Ken Norton writes:
Tagging isn’t new; the web is full of tags. But they’re not in meta keywords, they’re in the links. The text of the links pointing to other web pages are simply the web publisher’s best effort to describe the page she’s linking to. And it turns out those links are some of the most valuable metadata we have to work with in search. And you know what? They’re subject to all of the flaws people say will doom tagging. Spammers lie. The spelling is atrocious. And there’s ambiguity everywhere. But given a huge population of links, you can begin to make sense of the madness. Why? Well, there are humans on both ends of the search rope. There’s a person searching, and there’s a person who’s written some content. The job of the search engine is to simply connect the two. Traditional software engineers, in their endless pursuit of the elimination of ambiguity, sometimes forget this. Search engineers embraced it.
Clay Shirky adds:
There are humans at both ends of the rope. It seems so simple, but technologies that can rely on this fact have a huge advantage, since the human brain is terrific at signal extraction in environments that consistenly defeat machine strategies.
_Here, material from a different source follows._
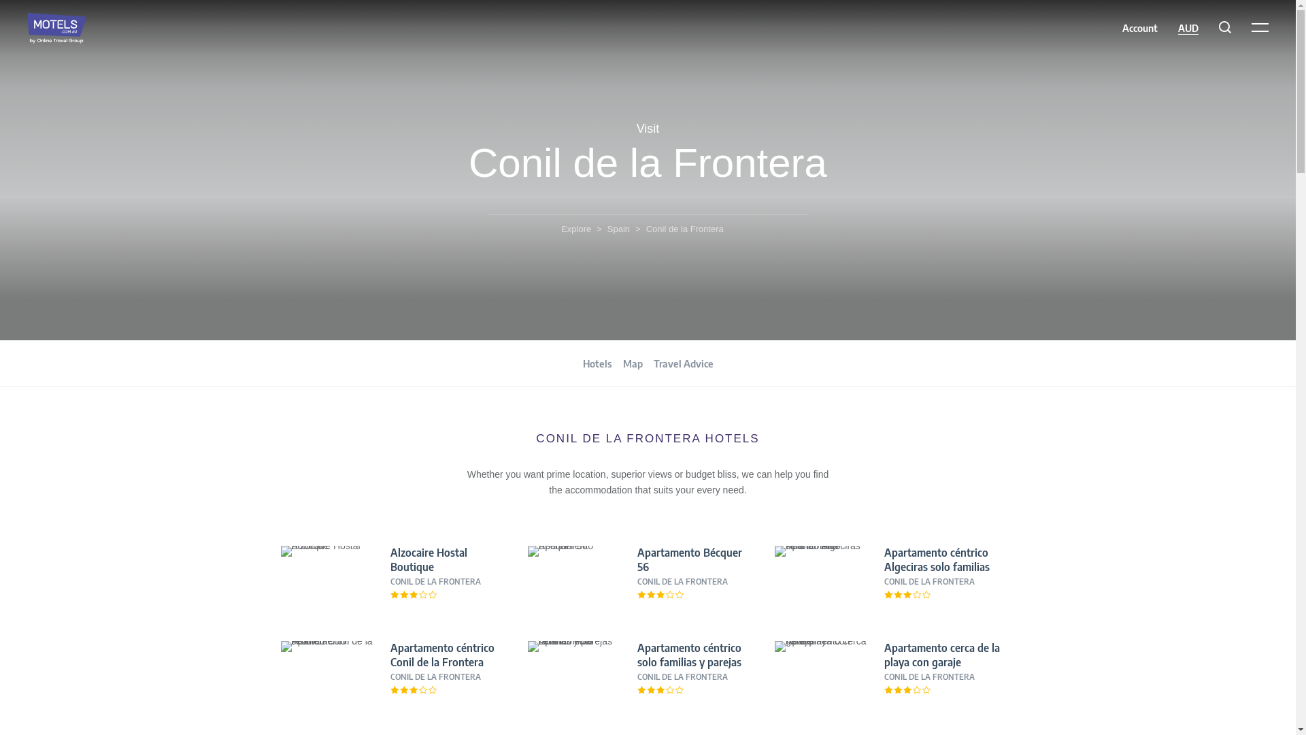 This screenshot has width=1306, height=735. I want to click on Alzocaire Hostal Boutique
CONIL DE LA FRONTERA, so click(400, 580).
This is one of the reasons that semweb-flavored approaches to metadata attempt to express data in an unambiguous format if there is a machine at the other end of the rope, even slight ambiguities defeat the recipients interpretive capabilities. As the man said, time flies like an arrow, but fruit flies like a banana.
Once you have humans at both ends of the rope, though, even purely contextual tags that are unextractable from the tagged content itself, tags like cool and toread, become valuable. This is why attempts to improve tagging by making it less ambiguous are missing the point the ambiguity allows for a huge reduction of both markup cost and conceptual brittlenes.